After each short story, there are a couple of pages where Vowel walks the reader through her writing process, outlining the decisions she made for each story. This again makes the stories even more accessible. I liken these explorations at the end of each story to discussions with my book club. Often, we’ll each come to a book club meeting thinking the book we read was pretty good or just okay, but after hearing everyone else’s observations, we appreciate the book so much more. I’m a firm believer that understanding aids appreciation.

Out of the eight short stories, I especially liked “Michif Man,” “Dirty Wings,” “Maggie Sue,” “A Lodge Within Her Mind,” and “Unsettled.” As in nearly every instance of me reading a collection of short stories, I thought some were stronger than others.

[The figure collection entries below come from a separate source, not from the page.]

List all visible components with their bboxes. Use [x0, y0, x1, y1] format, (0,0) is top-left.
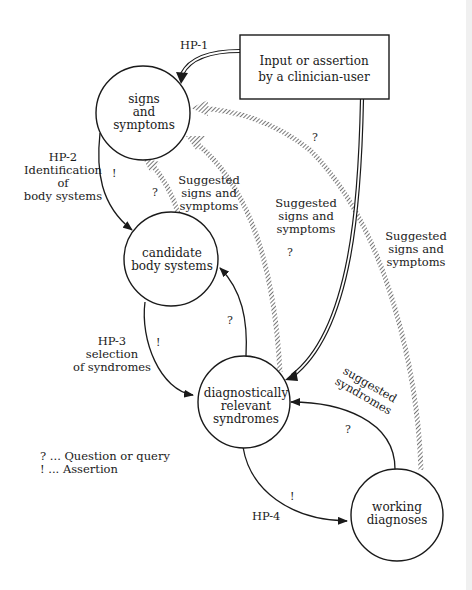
node-signs-and-symptoms: signs and symptoms	[96, 66, 190, 160]
double-arrow-hp1	[176, 51, 240, 84]
signs-symptoms-line2: and	[133, 105, 156, 119]
clinician-input-line1: Input or assertion	[259, 54, 368, 68]
mark-question-cbs-ss: ?	[152, 186, 158, 199]
hp2-line1: HP-2	[49, 150, 77, 164]
signs-symptoms-line3: symptoms	[113, 118, 175, 132]
sss3-line3: symptoms	[386, 255, 445, 269]
mark-question-drs-cbs: ?	[227, 314, 233, 327]
sss3-line1: Suggested	[385, 229, 447, 243]
drs-line2: relevant	[221, 399, 271, 413]
cbs-line1: candidate	[142, 246, 202, 260]
hatched-arrow-cbs-to-ss	[143, 158, 178, 213]
mark-question-wd-drs: ?	[345, 423, 351, 436]
node-working-diagnoses: working diagnoses	[351, 469, 443, 561]
mark-question-drs-ss: ?	[287, 246, 293, 259]
hp3-line1: HP-3	[98, 334, 126, 348]
hp3-line2: selection	[86, 347, 139, 361]
label-suggested-ss-1: Suggested signs and symptoms	[178, 173, 240, 213]
drs-line3: syndromes	[213, 412, 279, 426]
label-suggested-ss-3: Suggested signs and symptoms	[385, 229, 447, 269]
hp3-line3: of syndromes	[73, 360, 151, 374]
label-suggested-ss-2: Suggested signs and symptoms	[275, 196, 337, 236]
sss2-line1: Suggested	[275, 196, 337, 210]
mark-assertion-hp4: !	[290, 490, 294, 503]
hp2-line4: body systems	[24, 189, 102, 203]
legend: ? ... Question or query ! ... Assertion	[40, 449, 170, 476]
sss1-line1: Suggested	[178, 173, 240, 187]
sss1-line3: symptoms	[179, 199, 238, 213]
clinician-input-box: Input or assertion by a clinician-user	[240, 35, 389, 99]
mark-assertion-hp2: !	[112, 167, 116, 180]
legend-question: ? ... Question or query	[40, 449, 170, 463]
wd-line1: working	[372, 500, 422, 514]
label-hp3: HP-3 selection of syndromes	[73, 334, 151, 374]
wd-line2: diagnoses	[367, 513, 428, 527]
signs-symptoms-line1: signs	[128, 92, 160, 106]
sss2-line2: signs and	[278, 209, 334, 223]
mark-assertion-hp3: !	[156, 336, 160, 349]
label-hp4: HP-4	[252, 509, 280, 523]
sss3-line2: signs and	[388, 242, 444, 256]
clinician-input-line2: by a clinician-user	[258, 70, 370, 84]
arrow-drs-to-cbs-query	[220, 268, 246, 356]
label-hp1: HP-1	[180, 38, 208, 52]
node-candidate-body-systems: candidate body systems	[124, 212, 218, 306]
arrow-hp3-cbs-to-drs	[144, 302, 193, 395]
diagnostic-process-diagram: Input or assertion by a clinician-user s…	[0, 0, 472, 590]
label-hp2: HP-2 Identification of body systems	[24, 150, 103, 203]
cbs-line2: body systems	[131, 259, 213, 273]
sss1-line2: signs and	[181, 186, 237, 200]
drs-line1: diagnostically	[204, 386, 289, 400]
hp2-line3: of	[57, 176, 69, 190]
legend-assertion: ! ... Assertion	[40, 462, 119, 476]
node-diagnostically-relevant-syndromes: diagnostically relevant syndromes	[198, 356, 290, 448]
sss2-line3: symptoms	[276, 222, 335, 236]
mark-question-wd-ss: ?	[312, 131, 318, 144]
hp2-line2: Identification	[24, 163, 103, 177]
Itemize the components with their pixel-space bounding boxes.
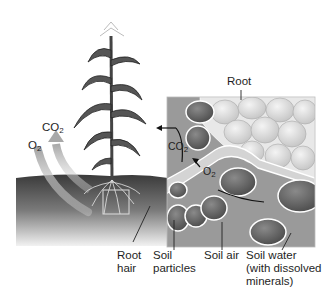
- o2-air-subscript: 2: [37, 144, 41, 153]
- label-soil-particles: Soil particles: [153, 249, 196, 275]
- o2-inset-text: O: [203, 165, 211, 177]
- co2-air-text: CO: [42, 121, 59, 133]
- label-root: Root: [227, 75, 251, 88]
- label-co2-air: CO2: [42, 121, 64, 137]
- label-soil-air: Soil air: [204, 249, 239, 262]
- o2-inset-subscript: 2: [211, 170, 215, 179]
- soil-particles-line1: Soil: [153, 249, 196, 262]
- co2-air-subscript: 2: [59, 126, 63, 135]
- label-co2-inset: CO2: [168, 140, 188, 156]
- soil-particles-line2: particles: [153, 262, 196, 275]
- soil-water-line1: Soil water: [246, 249, 321, 262]
- co2-inset-text: CO: [168, 140, 184, 152]
- soil-water-line3: minerals): [246, 275, 321, 288]
- o2-air-text: O: [28, 139, 37, 151]
- root-hair-line2: hair: [117, 262, 141, 275]
- soil-inset-panel: [150, 97, 322, 247]
- label-o2-inset: O2: [203, 165, 216, 181]
- label-o2-air: O2: [28, 139, 41, 155]
- root-hair-line1: Root: [117, 249, 141, 262]
- co2-inset-subscript: 2: [184, 145, 188, 154]
- soil-ground: [16, 174, 168, 246]
- soil-water-line2: (with dissolved: [246, 262, 321, 275]
- label-root-hair: Root hair: [117, 249, 141, 275]
- label-soil-water: Soil water (with dissolved minerals): [246, 249, 321, 288]
- corn-plant-illustration: [74, 22, 146, 180]
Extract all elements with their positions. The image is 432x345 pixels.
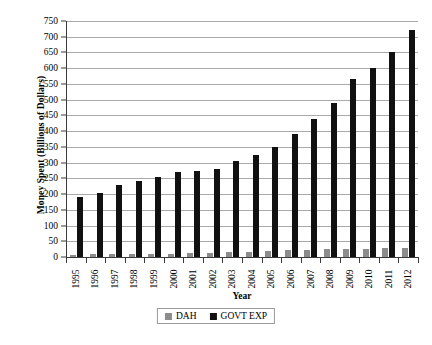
bar-group — [106, 21, 126, 257]
x-tick-label: 1995 — [71, 270, 81, 289]
bar-group — [145, 21, 165, 257]
y-tick-label: 700 — [44, 32, 58, 42]
bar-group — [321, 21, 341, 257]
x-tick-label: 2006 — [286, 270, 296, 289]
y-tick-label: 50 — [49, 236, 59, 246]
bar-govt-exp — [97, 193, 103, 258]
bar-group — [67, 21, 87, 257]
bar-govt-exp — [389, 52, 395, 257]
bar-dah — [402, 248, 408, 257]
bar-dah — [324, 249, 330, 257]
bar-group — [282, 21, 302, 257]
bar-group — [301, 21, 321, 257]
y-tick-label: 750 — [44, 16, 58, 26]
bar-dah — [285, 250, 291, 257]
bar-govt-exp — [311, 119, 317, 257]
legend-item: GOVT EXP — [210, 311, 268, 321]
bar-govt-exp — [350, 79, 356, 257]
y-tick-label: 400 — [44, 126, 58, 136]
bar-group — [223, 21, 243, 257]
bar-dah — [343, 249, 349, 257]
legend-label: GOVT EXP — [221, 311, 268, 321]
chart-legend: DAHGOVT EXP — [157, 308, 275, 324]
x-tick-label: 2002 — [208, 270, 218, 289]
x-axis-title: Year — [66, 291, 418, 301]
bar-dah — [382, 248, 388, 257]
x-tick-label: 2001 — [188, 270, 198, 289]
bar-group — [243, 21, 263, 257]
y-tick-label: 450 — [44, 110, 58, 120]
x-tick-label: 2010 — [364, 270, 374, 289]
bar-govt-exp — [136, 181, 142, 257]
y-tick-label: 200 — [44, 189, 58, 199]
x-tick-label: 1996 — [90, 270, 100, 289]
bar-groups — [67, 21, 418, 257]
bar-group — [262, 21, 282, 257]
x-tick-label: 2008 — [325, 270, 335, 289]
y-tick-label: 150 — [44, 205, 58, 215]
bar-govt-exp — [214, 169, 220, 257]
y-tick-label: 0 — [53, 252, 58, 262]
bar-govt-exp — [292, 134, 298, 257]
x-tick-label: 2009 — [345, 270, 355, 289]
bar-group — [165, 21, 185, 257]
y-tick-label: 550 — [44, 79, 58, 89]
y-tick-label: 500 — [44, 95, 58, 105]
y-tick-label: 250 — [44, 173, 58, 183]
bar-group — [126, 21, 146, 257]
bar-govt-exp — [233, 161, 239, 257]
bar-govt-exp — [77, 197, 83, 257]
bar-govt-exp — [194, 171, 200, 257]
bar-group — [87, 21, 107, 257]
x-tick-mark — [418, 257, 419, 263]
legend-item: DAH — [165, 311, 197, 321]
x-tick-label: 2005 — [266, 270, 276, 289]
x-tick-label: 2007 — [306, 270, 316, 289]
x-tick-label: 1997 — [110, 270, 120, 289]
bar-govt-exp — [370, 68, 376, 257]
bar-dah — [363, 249, 369, 257]
y-tick-label: 600 — [44, 63, 58, 73]
legend-swatch-icon — [165, 313, 172, 320]
x-tick-label: 1999 — [149, 270, 159, 289]
x-tick-label: 2000 — [169, 270, 179, 289]
plot-area — [66, 21, 418, 257]
x-tick-label: 2012 — [403, 270, 413, 289]
legend-swatch-icon — [210, 313, 217, 320]
y-tick-label: 650 — [44, 47, 58, 57]
y-axis-ticks: 0501001502002503003504004505005506006507… — [0, 21, 66, 257]
bar-dah — [304, 250, 310, 257]
x-tick-label: 1998 — [129, 270, 139, 289]
chart-figure: Money Spent (Billions of Dollars) 050100… — [0, 0, 432, 345]
legend-label: DAH — [176, 311, 197, 321]
bar-govt-exp — [175, 172, 181, 257]
x-tick-label: 2004 — [247, 270, 257, 289]
y-tick-label: 100 — [44, 221, 58, 231]
x-tick-label: 2003 — [227, 270, 237, 289]
bar-govt-exp — [155, 177, 161, 257]
bar-govt-exp — [409, 30, 415, 257]
x-tick-label: 2011 — [384, 270, 394, 289]
bar-group — [399, 21, 419, 257]
y-tick-label: 300 — [44, 158, 58, 168]
bar-group — [204, 21, 224, 257]
bar-govt-exp — [253, 155, 259, 257]
bar-group — [184, 21, 204, 257]
bar-govt-exp — [116, 185, 122, 257]
bar-group — [360, 21, 380, 257]
bar-govt-exp — [272, 147, 278, 257]
bar-group — [340, 21, 360, 257]
bar-group — [379, 21, 399, 257]
y-tick-label: 350 — [44, 142, 58, 152]
bar-govt-exp — [331, 103, 337, 257]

What I look for is how all the stories work together in concert and whether the overall experience of reading the collection was enjoyable. All the stories in Buffalo Is the New Buffalo work well together, traveling from past to present to future, and most of them were truly excellent.

I will admit that it did take me longer to read this collection than most books of a similar size because I had to slow down to make sure I was understanding everything Vowel wanted me to understand. Even with her generous explanations, I sometimes wondered if I was too ignorant to appreciate her book fully. And as helpful as the footnotes were, they were also at times distracting. In the first story, "Buffalo Bird” in particular, I kept having to reread passages and try to figure out how old the protagonist was at that point since the story isn’t told linearly and try to recall the definitions of the many new words (in the Cree language) that she introduces the reader to. It was a little like being thrown into the deep end and being told to swim.

But after that trial by fire, the rest of the stories become easier to understand because of the groundwork that’s been laid in that first story. I honestly don’t know what more Vowel could have done to make the book more accessible, hence why I wondered if I was just too stupid to appreciate it fully.

The parts I was able to understand I really liked and I think it’s a worthwhile book, especially for anyone who wants to understand Indigenous struggles through speculative fiction. Books like Buffalo Is the New Buffalo––and the futurism genre is a whole––are vital for Indigenous literature because so often the settler colonialist mentality that’s pushed on society as a whole throughout North America is that Native Americans are a “relic of the past” when in actuality, they’re a living, breathing community that still exists today and they deserve everyone respect and support.

If this book sounds good to you, and I hope it does, I’d appreciate it if you’d buy your copy through my Bookshop link below. Doing so supports this blog and Bookshop is an Amazon alternative that supports indie bookstores, so it’s a win-win for everyone.